Doctor concerned over language in Michigan abortion amendment

Michigan voters will soon decide if abortion should be protected by the state constitution.

The proposed amendment would overrule the prevailing 1931 law in Michigan that outlaws abortion without exception for rape or incest. Under that ban, providing non-life-saving abortions is prosecuted as manslaughter.  

As of now, abortion is legal in the state after Oakland County Judge Jacob James Cunningham upheld an injunction on the state's ban on the procedure last month. Depending on the result of the November election, that could change.

Dr. Michelle Monticello, who has been an obstetrician and gynecologist for 25 years, said she is concerned about the language in the amendment that references healthcare professionals rather than doctors.

"What kind of healthcare professional? Would it be a physician, a clinical nurse midwife, a nurse practitioner, people who are truly qualified to perform and counsel women about these procedures? Or would it include other types of healthcare professionals that perhaps don't have that same level of training?" she said.

Read more from a doctor who supposes the proposal here.

The amendment says the state may regulate abortion after fetal viability as long as it does not prohibit an abortion that is medically indicated to protect the life, physical health, or mental health of the pregnant individual.

Monticello is also concerned about this.

"This opens the door for many definitions. We're not talking about life-threatening conditions to the mother here. We're talking about other issues, perhaps low back pain, depression, anxiety, many common ailments that pregnant women face," she said.

These are conditions that Monticello says are treatable, and she doesn't think that treatment shouldn't be terminating a pregnancy in the second or third trimester.

"I have concerns that it may become an easy option for women if we're not careful with this wording," she said.

Another longtime obstetrician and gynecologist, Dr.

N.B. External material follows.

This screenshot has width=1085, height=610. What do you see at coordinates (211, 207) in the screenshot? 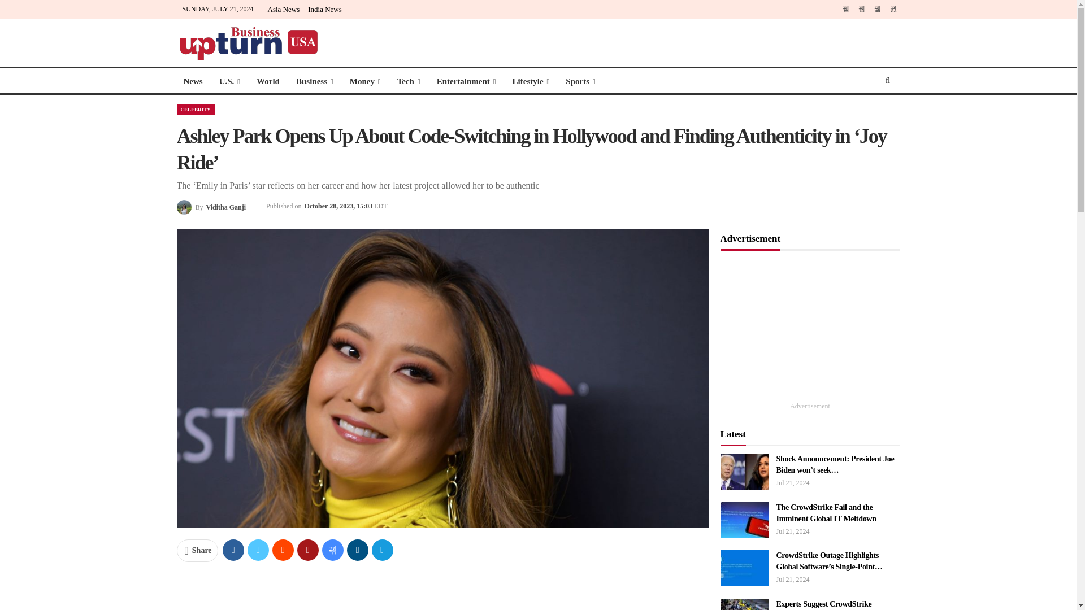
I see `Browse Author Articles` at bounding box center [211, 207].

Timothy Johnson, disagrees with that interpretation.

"That's not how physicians practice in the state of Michigan," he said. "I mean Roe allowed us to provide terminations of pregnancy up to 24 weeks, which is very far away from 40 weeks, which is delivery."

Monticello says the language in Proposal 3 is too vague to know for sure.

"I think we can safely work within the laws that are on our books in the state of Michigan to perhaps allow for caveats that can be decided by our representatives in Lansing," she said.